Tuesday, January 09, 2007

Meditating In A Cold Church

So I have problems with anxiety/insomnia and meditation really helps. For a while last year I was going to the weekly dharma classes at the NY Insight Meditation Center, but for some reason I got out of the habit and stopped going. Insight meditation, or vipassana is simple: you just observe your own breath. It's actually a form of theravada buddhism which is nontheistic and tells its practitioners not to rely on blind faith but their own experience. In other words: don't just believe that meditation is going to help you, try it and see if it makes a difference in your life. Which it did and does. The nontheism appeals to me as well. It's not that I don't believe in a god it's that I don't think there's anyway any of us can actually know if there's a god or not... An adamant agnostic, if you will. More pressing matters than whether there's a god or not, as far as I'm concerned, are how to lead a moral life filled with compassion and some level of inner peace.

But over the weekend I saw a sign for a meditation class right here in Brooklyn Heights at the Unitarian Church led by a group of Kadampa Buddhists and I thought I might as well try. I'd never been to a Mahayana Buddhism group before and was a little curious. (Mahayana, as opposed to Theravada, promotes the idea of salvation through the belief in Buddha as a theistic figure. Not really my thing, but one of my resolutions this year was to keep an open mind about new experiences.) R was out and about visiting friends and I had the night to myself so I took a yoga class, showered, and headed on over.

Big mistake. First of all, the church was FREEZING. (My hair was still a little wet from the shower, which meant the whole time all I could feel was this ring of cold wrapped around my head.) And the talk, led by Kelsang Demo, was one of the more simpistic things I've heard. The topic was "Enjoying Other People" but for the first five minutes all she kept saying over and over again was "We have a lot of reasons why we can't enjoy other people. We say--I can't enjoy him because he's too stupid or I can't enjoy her because she's irritating. We all have a hard time enjoying peole." Etc. Etc. At the end of the 45 minute talk I thought I was going to keel over if I heard the word enjoy one more time. Our homework assignment for the coming week: Enjoy others and think of ourselves as a friend.

It just doesn't seem as--and jeez I can't believe I'm saying this--as insightful as the vipassana folks. I just felt like it was a bunch of psychobabble.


Among the entries below, find every line that contains the string "SuccessRecurringWarningNo", then copy it.

[Excerpts from an interface dataset]
══════════
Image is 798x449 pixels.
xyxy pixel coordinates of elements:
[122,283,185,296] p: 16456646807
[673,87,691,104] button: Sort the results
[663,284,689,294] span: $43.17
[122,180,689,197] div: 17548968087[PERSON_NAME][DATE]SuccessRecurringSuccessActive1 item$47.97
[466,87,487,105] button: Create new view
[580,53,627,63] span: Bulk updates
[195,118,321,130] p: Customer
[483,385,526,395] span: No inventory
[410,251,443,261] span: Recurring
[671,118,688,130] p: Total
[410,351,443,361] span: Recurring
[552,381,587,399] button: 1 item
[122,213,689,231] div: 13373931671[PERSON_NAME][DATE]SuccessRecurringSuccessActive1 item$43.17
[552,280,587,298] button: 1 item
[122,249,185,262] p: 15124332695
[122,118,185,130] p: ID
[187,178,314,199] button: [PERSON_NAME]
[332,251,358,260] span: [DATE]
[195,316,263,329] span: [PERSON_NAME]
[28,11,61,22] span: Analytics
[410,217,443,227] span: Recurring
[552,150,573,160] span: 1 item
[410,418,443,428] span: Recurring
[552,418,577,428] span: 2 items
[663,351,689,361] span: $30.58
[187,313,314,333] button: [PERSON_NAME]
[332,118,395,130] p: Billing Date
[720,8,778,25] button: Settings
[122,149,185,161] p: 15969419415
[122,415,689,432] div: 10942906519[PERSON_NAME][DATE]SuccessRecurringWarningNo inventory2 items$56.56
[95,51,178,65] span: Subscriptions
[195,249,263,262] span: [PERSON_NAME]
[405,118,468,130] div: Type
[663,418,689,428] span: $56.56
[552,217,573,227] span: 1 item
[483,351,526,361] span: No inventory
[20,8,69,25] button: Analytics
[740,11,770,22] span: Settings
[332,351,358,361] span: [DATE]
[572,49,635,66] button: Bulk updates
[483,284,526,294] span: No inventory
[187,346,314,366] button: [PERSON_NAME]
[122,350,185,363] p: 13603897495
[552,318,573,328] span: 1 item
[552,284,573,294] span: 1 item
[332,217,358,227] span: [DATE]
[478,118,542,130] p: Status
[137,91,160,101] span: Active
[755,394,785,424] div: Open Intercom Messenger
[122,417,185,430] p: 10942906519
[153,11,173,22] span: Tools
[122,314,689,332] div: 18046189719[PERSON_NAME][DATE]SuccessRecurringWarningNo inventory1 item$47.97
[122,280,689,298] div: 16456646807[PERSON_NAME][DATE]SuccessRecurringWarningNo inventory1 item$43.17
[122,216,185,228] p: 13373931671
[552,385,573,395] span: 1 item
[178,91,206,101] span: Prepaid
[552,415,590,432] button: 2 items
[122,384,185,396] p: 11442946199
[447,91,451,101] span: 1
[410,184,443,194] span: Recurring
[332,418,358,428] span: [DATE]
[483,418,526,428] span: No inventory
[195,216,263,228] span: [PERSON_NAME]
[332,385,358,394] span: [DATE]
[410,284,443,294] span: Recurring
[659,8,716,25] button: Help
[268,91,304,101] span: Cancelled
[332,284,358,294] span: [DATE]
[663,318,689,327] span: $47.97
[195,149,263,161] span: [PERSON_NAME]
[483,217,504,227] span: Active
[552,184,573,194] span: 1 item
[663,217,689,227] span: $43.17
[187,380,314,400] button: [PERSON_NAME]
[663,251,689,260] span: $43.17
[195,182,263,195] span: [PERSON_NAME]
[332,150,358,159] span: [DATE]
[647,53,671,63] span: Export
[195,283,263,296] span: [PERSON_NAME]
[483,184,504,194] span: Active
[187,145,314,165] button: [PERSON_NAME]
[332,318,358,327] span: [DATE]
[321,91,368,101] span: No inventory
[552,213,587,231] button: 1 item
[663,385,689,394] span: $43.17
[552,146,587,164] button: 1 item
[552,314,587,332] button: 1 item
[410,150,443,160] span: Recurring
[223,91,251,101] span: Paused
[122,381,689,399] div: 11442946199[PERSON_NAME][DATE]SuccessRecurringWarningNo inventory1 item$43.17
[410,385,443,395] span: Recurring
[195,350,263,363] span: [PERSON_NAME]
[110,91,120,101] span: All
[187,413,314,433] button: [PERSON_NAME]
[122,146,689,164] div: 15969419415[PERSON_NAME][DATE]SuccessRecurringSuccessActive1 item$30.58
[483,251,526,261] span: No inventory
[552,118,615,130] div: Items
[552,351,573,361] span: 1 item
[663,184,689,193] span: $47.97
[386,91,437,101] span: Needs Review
══════════
RESULT.
[122,415,689,432] div: 10942906519[PERSON_NAME][DATE]SuccessRecurringWarningNo inventory2 items$56.56
[122,314,689,332] div: 18046189719[PERSON_NAME][DATE]SuccessRecurringWarningNo inventory1 item$47.97
[122,280,689,298] div: 16456646807[PERSON_NAME][DATE]SuccessRecurringWarningNo inventory1 item$43.17
[122,381,689,399] div: 11442946199[PERSON_NAME][DATE]SuccessRecurringWarningNo inventory1 item$43.17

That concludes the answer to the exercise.